At the end of the day, Alex and I switched his pipeline to use a user-defined network (Solution 2). The sea of red turned to a beautiful green. He learned a valuable lesson about container networking, and I got a decent cup of coffee. Don’t let the ghost in the machine win. Understand the network, and you’ll own your pipeline.

Darian Vance - Lead Cloud Architect

Darian Vance

Lead Cloud Architect & DevOps Strategist

With over 12 years in system architecture and automation, Darian specializes in simplifying complex cloud infrastructures. An advocate for open-source solutions, he founded TechResolve to provide engineers with actionable, battle-tested troubleshooting guides and robust software alternatives.


🤖 Frequently Asked Questions

âť“ Why do Dockerized API tests fail with ‘connection refused’ when connecting to a database in a CI/CD pipeline?

This typically occurs because each Docker container has its own isolated `localhost`. When an API container tries to connect to `localhost:5432`, it’s looking for a database *inside its own container*, not the separate database container.

âť“ How do user-defined Docker networks compare to host networking for Dockerized CI/CD tests?

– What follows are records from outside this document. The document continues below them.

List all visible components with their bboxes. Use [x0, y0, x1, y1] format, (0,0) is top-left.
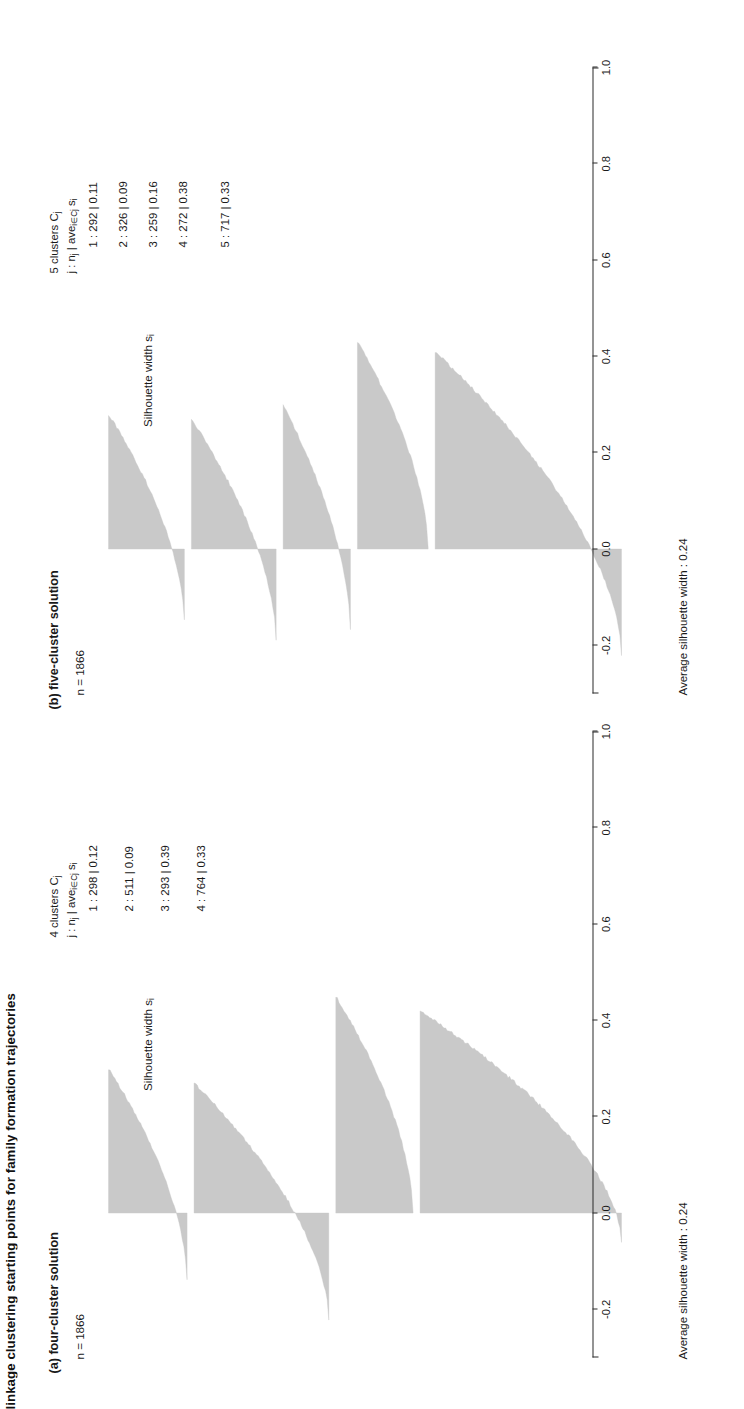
axis-line: [592, 731, 593, 1357]
average-silhouette-note: Average silhouette width : 0.24: [676, 538, 688, 695]
panel-sample-size: n = 1866: [72, 1314, 85, 1359]
cluster-silhouette-shape: [335, 997, 412, 1213]
silhouette-bars: [104, 731, 624, 1357]
cluster-band-2: [194, 1082, 329, 1319]
x-axis: -0.20.00.20.40.60.81.0: [592, 67, 626, 693]
plot-inner: [104, 731, 624, 1357]
axis-cap-left: [592, 1356, 598, 1357]
axis-tick: [592, 451, 597, 452]
axis-tick: [592, 1308, 597, 1309]
axis-tick-label: 1.0: [599, 59, 611, 75]
axis-tick-label: 0.4: [599, 348, 611, 364]
legend-heading-text: 5 clusters C: [47, 213, 59, 273]
axis-tick: [592, 644, 597, 645]
cluster-band-4: [357, 342, 428, 549]
legend-heading: 5 clusters Cj: [46, 63, 63, 273]
axis-tick: [592, 1019, 597, 1020]
panel-four-cluster: (a) four-cluster solution n = 1866 4 clu…: [46, 725, 706, 1373]
legend-sub-p0: j : n: [64, 919, 76, 937]
axis-tick: [592, 162, 597, 163]
cluster-band-3: [335, 997, 412, 1213]
axis-title-text: Silhouette width s: [140, 1000, 153, 1091]
legend-sub-p2: | ave: [64, 889, 76, 917]
figure-canvas: linkage clustering starting points for f…: [0, 0, 744, 1409]
legend-subheading: j : nj | avei∈Cj si: [63, 727, 80, 937]
axis-line: [592, 67, 593, 693]
legend-subheading: j : nj | avei∈Cj si: [63, 63, 80, 273]
silhouette-plot-area: -0.20.00.20.40.60.81.0 Silhouette width …: [104, 731, 624, 1357]
silhouette-plot-area: -0.20.00.20.40.60.81.0 Silhouette width …: [104, 67, 624, 693]
legend-sub-p3: i∈Cj: [69, 209, 78, 226]
axis-title-sub: i: [145, 998, 155, 1000]
figure-title: linkage clustering starting points for f…: [2, 0, 17, 1409]
panel-five-cluster: (b) five-cluster solution n = 1866 5 clu…: [46, 61, 706, 709]
cluster-band-2: [191, 419, 276, 640]
legend-sub-p2: | ave: [64, 225, 76, 253]
cluster-band-3: [283, 404, 350, 629]
axis-tick-label: 0.2: [599, 1108, 611, 1124]
legend-sub-p0: j : n: [64, 255, 76, 273]
average-silhouette-note: Average silhouette width : 0.24: [676, 1202, 688, 1359]
axis-tick: [592, 66, 597, 67]
axis-tick: [592, 355, 597, 356]
cluster-silhouette-shape: [191, 419, 276, 640]
plot-inner: [104, 67, 624, 693]
legend-row: 1 : 298 | 0.12: [85, 845, 101, 911]
axis-tick: [592, 259, 597, 260]
legend-heading-text: 4 clusters C: [47, 877, 59, 937]
axis-tick-label: -0.2: [599, 1299, 611, 1318]
cluster-silhouette-shape: [420, 1010, 621, 1241]
axis-tick: [592, 826, 597, 827]
legend-row: 1 : 292 | 0.11: [85, 182, 101, 247]
legend-heading-sub: j: [52, 875, 61, 877]
axis-cap-left: [592, 692, 598, 693]
axis-tick-label: 0.8: [599, 820, 611, 836]
legend-sub-p4: s: [64, 200, 76, 209]
axis-tick-label: 0.4: [599, 1012, 611, 1028]
rotated-figure: linkage clustering starting points for f…: [0, 0, 744, 1409]
axis-tick-label: -0.2: [599, 635, 611, 654]
axis-tick: [592, 1115, 597, 1116]
legend-heading: 4 clusters Cj: [46, 727, 63, 937]
axis-title-text: Silhouette width s: [140, 336, 153, 427]
axis-tick-label: 0.0: [599, 1205, 611, 1221]
axis-tick: [592, 923, 597, 924]
silhouette-bars: [104, 67, 624, 693]
axis-tick-label: 0.6: [599, 916, 611, 932]
cluster-silhouette-shape: [283, 404, 350, 629]
cluster-silhouette-shape: [194, 1082, 329, 1319]
legend-sub-p3: i∈Cj: [69, 873, 78, 890]
axis-tick: [592, 548, 597, 549]
axis-title: Silhouette width si: [140, 731, 155, 1357]
cluster-silhouette-shape: [357, 342, 428, 549]
panel-label: (b) five-cluster solution: [46, 570, 60, 709]
panel-sample-size: n = 1866: [72, 650, 85, 695]
axis-tick-label: 0.0: [599, 541, 611, 557]
axis-title: Silhouette width si: [140, 67, 155, 693]
axis-tick-label: 1.0: [599, 723, 611, 739]
axis-tick-label: 0.8: [599, 156, 611, 172]
axis-tick: [592, 1212, 597, 1213]
axis-tick-label: 0.2: [599, 444, 611, 460]
legend-sub-p5: i: [69, 862, 78, 864]
legend-heading-sub: j: [52, 211, 61, 213]
axis-tick-label: 0.6: [599, 252, 611, 268]
cluster-band-4: [420, 1010, 621, 1241]
axis-title-sub: i: [145, 334, 155, 336]
axis-tick: [592, 730, 597, 731]
legend-sub-p5: i: [69, 198, 78, 200]
legend-sub-p4: s: [64, 864, 76, 873]
panel-label: (a) four-cluster solution: [46, 1232, 60, 1373]
x-axis: -0.20.00.20.40.60.81.0: [592, 731, 626, 1357]
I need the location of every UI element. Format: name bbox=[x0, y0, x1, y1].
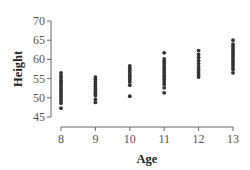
y-tick-label: 45 bbox=[33, 110, 45, 124]
x-axis-title: Age bbox=[137, 152, 158, 166]
y-tick-label: 60 bbox=[33, 52, 45, 66]
data-point bbox=[162, 51, 166, 55]
data-point bbox=[59, 101, 63, 105]
x-tick-label: 9 bbox=[92, 132, 98, 146]
data-point bbox=[162, 86, 166, 90]
x-tick-label: 12 bbox=[193, 132, 205, 146]
x-tick-label: 10 bbox=[124, 132, 136, 146]
data-point bbox=[128, 83, 132, 87]
x-axis: 8910111213 bbox=[58, 127, 239, 146]
y-tick-label: 50 bbox=[33, 91, 45, 105]
data-point bbox=[94, 101, 98, 105]
data-point bbox=[231, 67, 235, 71]
y-tick-label: 55 bbox=[33, 72, 45, 86]
x-tick-label: 11 bbox=[158, 132, 170, 146]
scatter-chart: 455055606570 8910111213 Height Age bbox=[0, 0, 250, 170]
data-points bbox=[59, 38, 235, 110]
y-axis: 455055606570 bbox=[33, 14, 51, 124]
y-tick-label: 65 bbox=[33, 33, 45, 47]
data-point bbox=[162, 91, 166, 95]
y-tick-label: 70 bbox=[33, 14, 45, 28]
data-point bbox=[162, 82, 166, 86]
data-point bbox=[197, 49, 201, 53]
data-point bbox=[197, 75, 201, 79]
data-point bbox=[94, 94, 98, 98]
data-point bbox=[231, 71, 235, 75]
data-point bbox=[128, 94, 132, 98]
data-point bbox=[231, 38, 235, 42]
data-point bbox=[59, 106, 63, 110]
x-tick-label: 8 bbox=[58, 132, 64, 146]
x-tick-label: 13 bbox=[227, 132, 239, 146]
y-axis-title: Height bbox=[11, 50, 25, 87]
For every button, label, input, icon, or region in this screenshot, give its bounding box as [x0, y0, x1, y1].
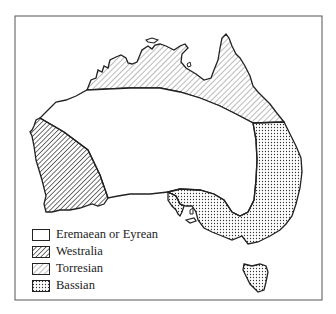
- legend-label: Eremaean or Eyrean: [56, 227, 158, 242]
- legend-item-bassian: Bassian: [32, 277, 158, 294]
- legend-item-torresian: Torresian: [32, 260, 158, 277]
- legend-label: Bassian: [56, 278, 95, 293]
- legend-swatch-dense-hatch: [32, 246, 50, 258]
- legend-item-westralia: Westralia: [32, 243, 158, 260]
- legend-label: Torresian: [56, 261, 103, 276]
- map-legend: Eremaean or Eyrean Westralia Torresian: [32, 226, 158, 294]
- legend-swatch-blank: [32, 229, 50, 241]
- legend-swatch-light-hatch: [32, 263, 50, 275]
- legend-label: Westralia: [56, 244, 103, 259]
- legend-swatch-dots: [32, 280, 50, 292]
- legend-item-eremaean: Eremaean or Eyrean: [32, 226, 158, 243]
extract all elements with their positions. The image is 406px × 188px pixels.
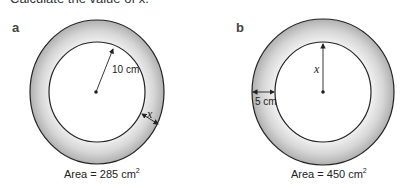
area-value-b: Area = 450 cm: [291, 168, 363, 180]
unknown-label-a: x: [147, 107, 152, 122]
given-label-a: 10 cm: [112, 64, 139, 75]
area-label-b: Area = 450 cm2: [291, 167, 367, 180]
area-label-a: Area = 285 cm2: [64, 167, 140, 180]
given-label-b: 5 cm: [255, 96, 277, 107]
ring-diagram-b: [252, 19, 394, 165]
ring-diagram-a: [30, 20, 164, 164]
unknown-label-b: x: [314, 62, 319, 77]
diagrams: [0, 0, 406, 188]
area-exponent-b: 2: [363, 167, 367, 174]
area-value-a: Area = 285 cm: [64, 168, 136, 180]
area-exponent-a: 2: [136, 167, 140, 174]
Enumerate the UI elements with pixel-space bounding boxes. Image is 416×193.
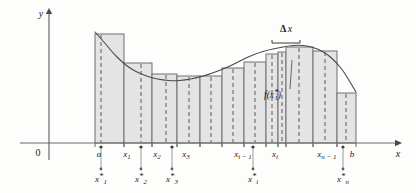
partition-label-x1: x1 (122, 149, 131, 161)
partition-label-xi-1: xi − 1 (233, 149, 252, 161)
riemann-rectangle (152, 74, 177, 143)
riemann-rectangle (95, 34, 124, 143)
origin-label: 0 (36, 147, 41, 158)
delta-x-label: Δx (280, 23, 293, 34)
y-axis-label: y (38, 8, 44, 19)
riemann-rectangle (244, 62, 266, 143)
x-axis-label: x (395, 148, 401, 159)
partition-label-b: b (350, 149, 355, 159)
axis-tick-marks (95, 143, 356, 147)
delta-x-bracket-path (272, 40, 300, 43)
partition-label-xn-1: xn − 1 (316, 149, 336, 161)
sample-label-x3star: x*3 (165, 171, 178, 186)
partition-label-x3: x3 (181, 149, 190, 161)
riemann-sum-figure: yx0ax1x2x3xi − 1xixn − 1bx*1x*2x*3x*ix*n… (0, 0, 416, 193)
sample-label-x1star: x*1 (94, 171, 107, 186)
riemann-rectangle (124, 63, 152, 143)
figure-canvas: yx0ax1x2x3xi − 1xixn − 1bx*1x*2x*3x*ix*n… (0, 0, 416, 193)
sample-label-xnstar: x*n (336, 171, 349, 186)
partition-label-x2: x2 (152, 149, 161, 161)
riemann-rectangles (95, 34, 356, 143)
partition-label-xi: xi (271, 149, 278, 161)
delta-x-bracket (272, 40, 300, 43)
sample-point-leader-lines (99, 145, 344, 170)
function-value-label: f(x*i) (264, 87, 281, 102)
sample-label-x2star: x*2 (134, 171, 147, 186)
sample-label-xistar: x*i (247, 171, 258, 186)
partition-label-a: a (97, 149, 102, 159)
y-axis-arrowhead (46, 8, 52, 14)
x-axis-arrowhead (395, 140, 402, 146)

User-defined networks are the recommended approach, offering network isolation and built-in DNS resolution by service name, mimicking production environments. Host networking is a quick, dirty fix that sacrifices isolation, can lead to port conflicts, and is not universally supported across Docker platforms.

âť“ What is a common implementation pitfall when running API tests against a containerized database in CI/CD, and how can it be avoided?

A common pitfall is a race condition where API tests start before the database container is fully initialized and ready to accept connections. This can be avoided by implementing Docker Compose `healthcheck` for the database service and using `depends_on: service_healthy` for the API test service.